All this admittedly sounds pretty bad. But let’s remember that the very reason we consider these vices is to become thinking and cautious, more aware of what the vices are, what they do, and how—by God’s grace—we can respond to them in a “God-ward” direction. For me, leaning this stuff has not opened up new opportunities for self-loathing and depression; it has actually taught me to focus my prayer on the level of my my thoughts and motives—not my actions!—and to rest in God’s grace. It has forced me to recognize both my complete helplessness and also the help I have been promised by the blood of Christ and the indwelling presence of the Holy Spirit for the glory of God alone. That has been liberating; it is gradually fraying the leash on this Circus Poodle.

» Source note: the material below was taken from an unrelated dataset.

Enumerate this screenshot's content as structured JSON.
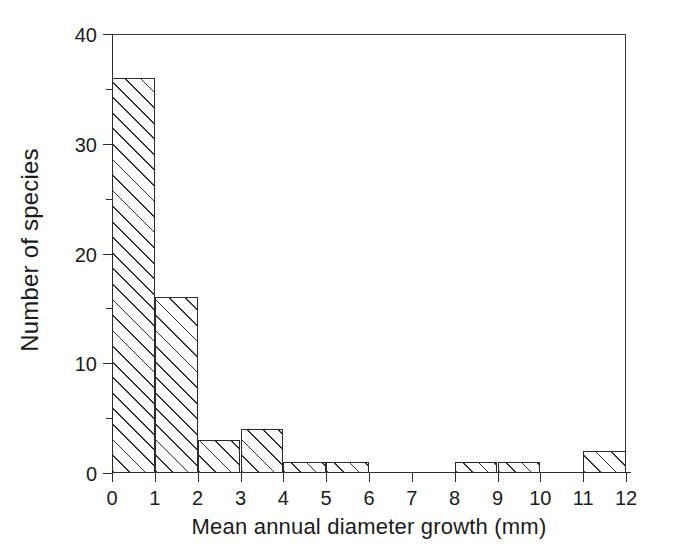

A closing thought, on the subject of motivation and how it relates to vainglory. Cassian relays a teaching on Matthew 6:19-21 (“Do not lay up for yourselves treasures on earth…for where your treasure is, there your heart will be also”) from another Desert Father that I find fascinating. While not disputing the application of this passage to material possessions that I (and probably most Christians) have generally held, Abba Moses encouraged Cassian and a friend to consider its spiritual ramifications: “For whenever we do anything with a view to human glory we know that we are, as the Lord says, laying up for ourselves treasure on earth” that will rot, rust, or be devoured as surely as any possession made of wood, metal, or cloth (Conferences I.22). Our attitude towards material possessions matters, of course, and Jesus said much about them in Matthew 6, but when he declared this he had also just concluded warnings about fasting or giving alms for self-glorifying reasons. So both from our actions but also our motivations, let us lay up our treasures in heaven, “where neither moth nor rust destroys and where thieves do not break in and steal.”

Next blahg, we will turn to another form of pride that is at least as toxic, if not more so. In fact, the last of the eight vices is the Original Sin.